Jane stared down at the dirty ashtray and wished she had a cigarette. She wondered how many of the doctors inside the room smoked. She backed up a step when four of her colleagues filed past her and lit up. So much for the Surgeon General’s report. She took a seat at the far end of the lobby to wait for Mike. She eyed the elaborate Christmas decorations. How festive it all looked. The tree was fresh, the scent almost overpowering. Packages wrapped in silver foil and tied with huge red-velvet ribbons surrounded the fragrant balsam. She wondered if they were empty or employee gifts. Empty, she decided, her cynicism winning out. The packages were just decorations. This was the new millennium after all, where everything was bogus and phony. Well-meaning psychiatrists included.
Closing her eyes, Jane struggled to remember what the Christmas trees looked like when she was a little girl. They must not have been special because she couldn’t remember any of them.
Trixie’s trees were always works of art. She hung all her childish trinkets on them: Popsicle sleds, macaroni wreaths, construction-paper ornaments, and a ribbon-framed thumbprint with arms and legs sketched in to resemble a bug. All those keepsake items were worked in with her one-of-a-kind blown-glass ornaments.
Jane clearly remembered making cookie-dough ornaments and painting them when she was at Trixie’s house. Afterward, Trixie would hang them in the middle of the tree so everyone could see them. She called them her treasures. Tears burned behind her eyelids at the memory.
“Jane!” a welcome voice called.
She twisted around. “Mike!” She held her breath. This was the moment she’d been waiting for.
His eyes swept over her. “I didn’t recognize you at first.
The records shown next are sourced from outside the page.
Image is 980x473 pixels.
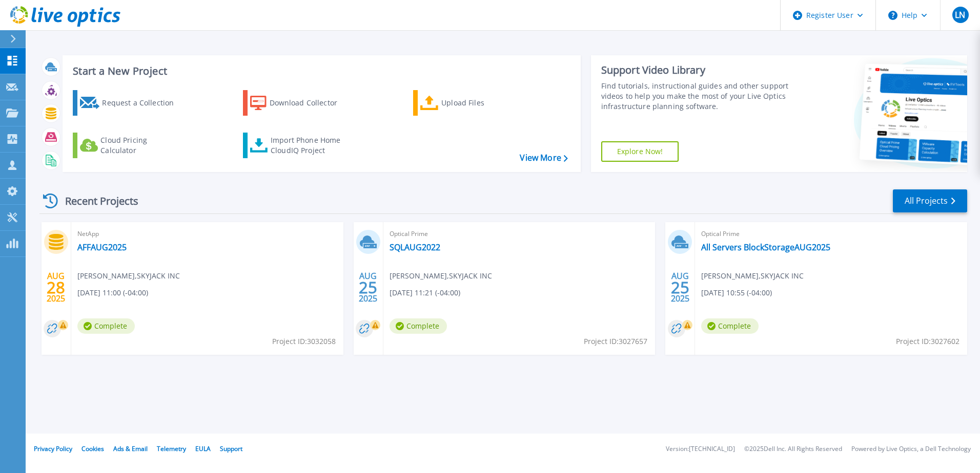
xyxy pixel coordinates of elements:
[272,336,335,347] span: Project ID: 3032058
[895,336,959,347] span: Project ID: 3027602
[441,93,523,113] div: Upload Files
[670,269,690,306] div: AUG 2025
[34,445,72,453] a: Privacy Policy
[73,133,187,158] a: Cloud Pricing Calculator
[389,287,460,299] span: [DATE] 11:21 (-04:00)
[82,445,104,453] a: Cookies
[892,190,967,213] a: All Projects
[358,283,377,292] span: 25
[358,269,378,306] div: AUG 2025
[389,242,440,253] a: SQLAUG2022
[271,135,350,156] div: Import Phone Home CloudIQ Project
[601,64,792,77] div: Support Video Library
[46,269,65,306] div: AUG 2025
[77,242,127,253] a: AFFAUG2025
[665,446,734,453] li: Version: [TECHNICAL_ID]
[601,142,679,162] a: Explore Now!
[601,81,792,112] div: Find tutorials, instructional guides and other support videos to help you make the most of your L...
[77,287,148,299] span: [DATE] 11:00 (-04:00)
[389,228,649,239] span: Optical Prime
[114,445,148,453] a: Ads & Email
[47,283,65,292] span: 28
[413,90,527,116] a: Upload Files
[73,65,568,77] h3: Start a New Project
[701,228,961,239] span: Optical Prime
[744,446,842,453] li: © 2025 Dell Inc. All Rights Reserved
[701,319,758,334] span: Complete
[701,242,830,253] a: All Servers BlockStorageAUG2025
[157,445,186,453] a: Telemetry
[389,271,492,282] span: [PERSON_NAME] , SKYJACK INC
[195,445,211,453] a: EULA
[519,153,568,163] a: View More
[220,445,243,453] a: Support
[77,228,337,239] span: NetApp
[389,319,447,334] span: Complete
[39,188,152,214] div: Recent Projects
[269,93,352,113] div: Download Collector
[102,93,184,113] div: Request a Collection
[73,90,187,116] a: Request a Collection
[77,271,180,282] span: [PERSON_NAME] , SKYJACK INC
[584,336,647,347] span: Project ID: 3027657
[955,11,965,19] span: LN
[243,90,357,116] a: Download Collector
[851,446,970,453] li: Powered by Live Optics, a Dell Technology
[701,287,772,299] span: [DATE] 10:55 (-04:00)
[701,271,803,282] span: [PERSON_NAME] , SKYJACK INC
[100,135,182,156] div: Cloud Pricing Calculator
[77,319,135,334] span: Complete
[671,283,689,292] span: 25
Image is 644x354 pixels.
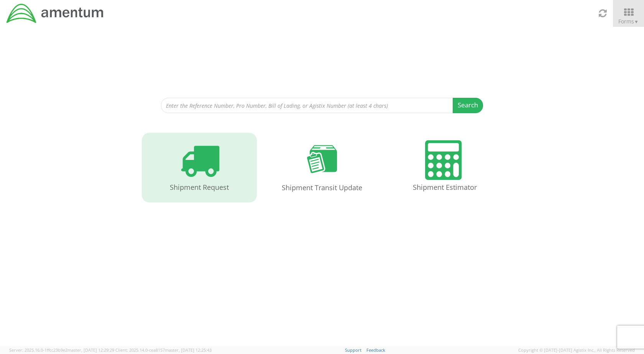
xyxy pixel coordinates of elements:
span: Copyright © [DATE]-[DATE] Agistix Inc., All Rights Reserved [519,347,635,353]
a: Support [345,347,361,352]
h4: Shipment Request [150,184,250,192]
span: ▼ [634,19,639,24]
a: Shipment Estimator [388,133,502,202]
a: Feedback [367,347,386,352]
img: dyn-intl-logo-049831509241104b2a82.png [6,3,105,24]
span: Forms [619,18,639,24]
span: Server: 2025.16.0-1ffcc23b9e2 [9,347,115,352]
span: Client: 2025.14.0-cea8157 [115,347,211,352]
span: master, [DATE] 12:29:29 [68,347,115,352]
h4: Shipment Estimator [395,184,494,192]
a: Shipment Transit Update [264,132,380,203]
button: Search [453,98,483,113]
a: Shipment Request [142,133,256,202]
span: master, [DATE] 12:25:43 [164,347,211,352]
input: Enter the Reference Number, Pro Number, Bill of Lading, or Agistix Number (at least 4 chars) [161,98,453,113]
h4: Shipment Transit Update [272,184,372,192]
My God, you cut your hair!” He looked positively horrified.
Jane’s heart fluttered in her chest. “You don’t . . . you don’t like the way I look?”
“You look . . . totally different.”
A cold knot of dread formed in her stomach. “My . . . my hair will grow back,” she said apologetically, then wondered why in the hell she was defending herself. “Wait just a damn minute. I happen to like the way it looks, and it’s easy to take care of. If you don’t, that’s your problem! I didn’t insult you when you decided to grow a beard.” Her gaze boldly met his.
His eyes crinkled at the corners as a smile grew on his face. “Wait a minute yourself and stop making assumptions. I
do
like it. You just took me by surprise, especially because all of a sudden you look like—”
“Like what?” Jane asked coolly.
“Coletta.”
“Coletta! Your old girlfriend? Now you are insulting me, Mike.” She looked away, her pride and newfound self-confidence wounded.
“Insult you! Coletta is gorgeous. She could have modeled. How can you be insulted by that remark, Jane?”
She turned back, eyeing him narrowly.
“Jane, you should have told me you were getting your hair cut. I loved your hair. I loved all those curls. I wasn’t expecting—” He suddenly became tongue-tied. “If I wanted another Coletta in my life, I would have found one.”
Jane gave him her most withering expression. “You should have quit while you were ahead, Mike. Somehow your comparison just doesn’t do it for me.”
“I’m sorry, Jane. I didn’t mean . . .”
“The hell you didn’t. It’s time to go inside.” Jane flounced her way down the hall to the banquet room. She took her seat on the left side of the room. Mike was sitting on the right side.
Jane made small talk and listened to meaningless chatter as she tried to see over the poinsettia centerpiece. She opened a bright red napkin and settled it on her lap, her eyes sparking angrily as she tried to get her emotions under control. From time to time she risked a glance in Mike’s direction as she listened to the boring speeches she wouldn’t remember an hour from now. Satisfied that he looked miserable, she relaxed.